Stephen Wang in Philosophy Now magazine.
Matthieu [in The Age of Reason] wants to justify his actions and base them on good reasons, or at least on some overwhelming desire; but by interrogating his motives, by trying to establish whether they are compelling, he distances himself from them.
This exposes the extent to which how [for some of us] the more you attempt to think through a situation looking for reason and motive and meaning, the more you actually come to things like dasein, conflicting goods and political economy.
The part about "overwhelming desire" seems more in sync with the libido, with instinct, with those deep down inside drives the human brain is notorious for. Just go where they take you, right? Why? Because as soon as you stop to think it all through rationally, to "analyze" it all "philosophically", the more likely you are to end up in the hole that "I" am in all busted up like Humpty Dumpty.
The process of examining his motives shows they have no binding power over his future: the search for obligations leads him to freedom because it uncovers the fact that alternative courses of action are also viable. However costly it seems, the price of being conscious of an identity is a corresponding liberation from that identity, with an ever-present responsibility for continuing or denying that identity. We experience this responsibility through anguish.
All I can say here is that this is more or less what happened to me the more I became immersed in existentialism, deconstruction and semiotics. I began to see how my own objectivist frame of mind was largely just a world of words brought together either by God or political ideology.
And, now, as a moral nihilist, that anguish pops up whenever I am confronted with conflicting goods embedded in this:
If I am always of the opinion that 1] my own values are rooted in dasein and 2] that there are no objective values "I" can reach, then every time I make one particular moral/political leap, I am admitting that I might have gone in the other direction...or that I might just as well have gone in the other direction. Then "I" begins to fracture and fragment to the point there is nothing able to actually keep it all together. At least not with respect to choosing sides morally and politically.
"I" am no longer able to think myself up out of it.
This is not just a point about the fact that our identities change, since anguish does not come about when a past identity is forgotten and a new one adopted. Rather, anguish is a sign that human beings are ‘separated from themselves’, from the identities that constitute who they are now. We can review the present and not just the past, and we have a continual responsibility to recreate our identities through our choices.
You either come to embody this frame of mind or you don't. For me, it's not so much bearing the responsibility of recreating my identity "authentically", but of recognizing how many variables here are either beyond my comprehension or beyond my control. And that no set of behaviors is necessarily either more or less authentic. The "nausea" is derived from the manner in which I construe "I" as the fractured and fragmented embodiment of dasein.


**Description of the task:** Lift every line from the entries that includes the word "figure".

━━ The records

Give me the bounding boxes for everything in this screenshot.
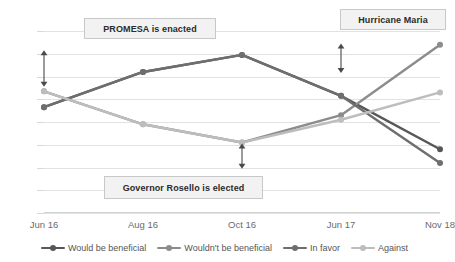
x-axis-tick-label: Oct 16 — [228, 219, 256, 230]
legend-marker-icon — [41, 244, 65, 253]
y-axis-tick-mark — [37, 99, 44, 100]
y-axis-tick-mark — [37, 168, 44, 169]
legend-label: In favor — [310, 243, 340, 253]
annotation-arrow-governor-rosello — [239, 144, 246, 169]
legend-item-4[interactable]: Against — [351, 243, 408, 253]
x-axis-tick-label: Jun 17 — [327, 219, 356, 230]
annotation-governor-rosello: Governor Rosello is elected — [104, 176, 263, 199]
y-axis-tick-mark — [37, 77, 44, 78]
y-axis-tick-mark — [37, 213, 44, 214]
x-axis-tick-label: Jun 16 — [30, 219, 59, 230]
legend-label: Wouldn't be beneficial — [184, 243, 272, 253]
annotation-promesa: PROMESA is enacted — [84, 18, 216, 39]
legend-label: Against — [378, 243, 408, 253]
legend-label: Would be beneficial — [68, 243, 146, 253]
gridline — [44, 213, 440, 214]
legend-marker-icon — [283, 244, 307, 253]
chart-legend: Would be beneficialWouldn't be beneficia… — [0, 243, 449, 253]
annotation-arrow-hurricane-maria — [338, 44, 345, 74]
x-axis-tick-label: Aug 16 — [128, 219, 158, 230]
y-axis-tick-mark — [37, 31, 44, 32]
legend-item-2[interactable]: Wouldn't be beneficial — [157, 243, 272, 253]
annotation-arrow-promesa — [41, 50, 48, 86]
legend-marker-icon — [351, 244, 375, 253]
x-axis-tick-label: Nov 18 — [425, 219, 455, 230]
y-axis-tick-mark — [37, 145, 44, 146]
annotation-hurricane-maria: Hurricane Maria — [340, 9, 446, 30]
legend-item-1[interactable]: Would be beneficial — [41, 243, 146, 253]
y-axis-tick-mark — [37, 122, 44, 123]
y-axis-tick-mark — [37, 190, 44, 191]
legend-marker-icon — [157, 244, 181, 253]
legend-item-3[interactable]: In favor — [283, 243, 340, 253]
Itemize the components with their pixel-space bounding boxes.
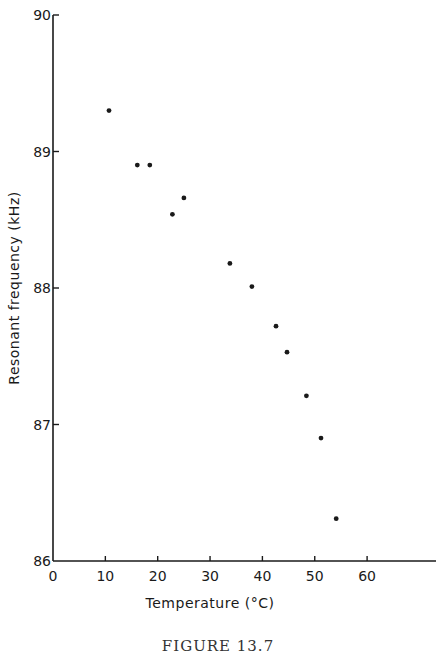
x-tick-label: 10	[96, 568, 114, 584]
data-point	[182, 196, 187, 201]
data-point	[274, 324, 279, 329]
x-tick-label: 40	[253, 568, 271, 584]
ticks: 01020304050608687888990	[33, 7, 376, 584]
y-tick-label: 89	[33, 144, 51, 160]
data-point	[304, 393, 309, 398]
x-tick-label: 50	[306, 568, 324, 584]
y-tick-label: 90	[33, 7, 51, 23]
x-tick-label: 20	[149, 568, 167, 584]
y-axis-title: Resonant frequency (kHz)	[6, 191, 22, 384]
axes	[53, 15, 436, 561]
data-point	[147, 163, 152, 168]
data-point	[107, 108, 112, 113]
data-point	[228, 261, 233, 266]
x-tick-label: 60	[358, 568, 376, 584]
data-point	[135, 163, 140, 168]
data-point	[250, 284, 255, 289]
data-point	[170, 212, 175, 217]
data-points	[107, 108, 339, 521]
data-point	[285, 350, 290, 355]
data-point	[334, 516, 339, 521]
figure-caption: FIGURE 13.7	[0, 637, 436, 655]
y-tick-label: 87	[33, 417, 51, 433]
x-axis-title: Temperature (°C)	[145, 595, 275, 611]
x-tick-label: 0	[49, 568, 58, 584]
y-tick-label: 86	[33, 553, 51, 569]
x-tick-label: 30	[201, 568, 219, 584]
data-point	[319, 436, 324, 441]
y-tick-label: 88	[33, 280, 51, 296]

━━━━
━━ The records

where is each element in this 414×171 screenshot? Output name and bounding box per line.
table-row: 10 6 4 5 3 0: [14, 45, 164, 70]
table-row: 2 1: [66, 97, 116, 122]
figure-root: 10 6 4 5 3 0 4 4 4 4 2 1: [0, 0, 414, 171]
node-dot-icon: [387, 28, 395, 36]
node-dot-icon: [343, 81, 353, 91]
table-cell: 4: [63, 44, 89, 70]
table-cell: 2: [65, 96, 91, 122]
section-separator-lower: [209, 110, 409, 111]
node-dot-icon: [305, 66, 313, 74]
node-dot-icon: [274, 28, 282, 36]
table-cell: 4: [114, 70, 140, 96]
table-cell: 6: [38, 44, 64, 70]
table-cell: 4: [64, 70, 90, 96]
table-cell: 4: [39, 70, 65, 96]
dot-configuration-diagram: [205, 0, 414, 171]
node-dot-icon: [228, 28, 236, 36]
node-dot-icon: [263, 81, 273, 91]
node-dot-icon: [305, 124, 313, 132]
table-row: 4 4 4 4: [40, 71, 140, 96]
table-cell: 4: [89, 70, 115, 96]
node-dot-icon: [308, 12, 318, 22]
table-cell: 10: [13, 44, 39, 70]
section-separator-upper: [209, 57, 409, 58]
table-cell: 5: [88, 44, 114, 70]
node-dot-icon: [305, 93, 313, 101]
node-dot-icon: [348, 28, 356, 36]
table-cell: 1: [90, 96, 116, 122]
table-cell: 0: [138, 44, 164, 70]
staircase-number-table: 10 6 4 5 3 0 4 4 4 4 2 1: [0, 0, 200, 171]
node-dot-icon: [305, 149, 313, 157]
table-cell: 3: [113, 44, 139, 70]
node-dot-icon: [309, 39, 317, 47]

━━━━
━━ The records

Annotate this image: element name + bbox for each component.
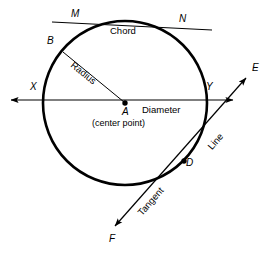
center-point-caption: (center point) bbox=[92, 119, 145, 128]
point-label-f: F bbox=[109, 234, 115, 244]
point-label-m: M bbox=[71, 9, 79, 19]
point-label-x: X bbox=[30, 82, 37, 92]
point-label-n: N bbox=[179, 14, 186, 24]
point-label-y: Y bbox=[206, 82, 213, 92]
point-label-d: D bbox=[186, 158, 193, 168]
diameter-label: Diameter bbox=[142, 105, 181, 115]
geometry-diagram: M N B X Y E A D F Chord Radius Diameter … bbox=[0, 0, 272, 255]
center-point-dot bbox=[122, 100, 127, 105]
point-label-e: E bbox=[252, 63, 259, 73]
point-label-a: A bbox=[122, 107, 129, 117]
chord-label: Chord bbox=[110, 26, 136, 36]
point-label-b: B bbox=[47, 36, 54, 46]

━━━━

**Response to the exercise:**
figure-caption: FIGURE 13.7	[0, 637, 436, 655]
figure-root: 10 6 4 5 3 0 4 4 4 4 2 1: [0, 0, 414, 171]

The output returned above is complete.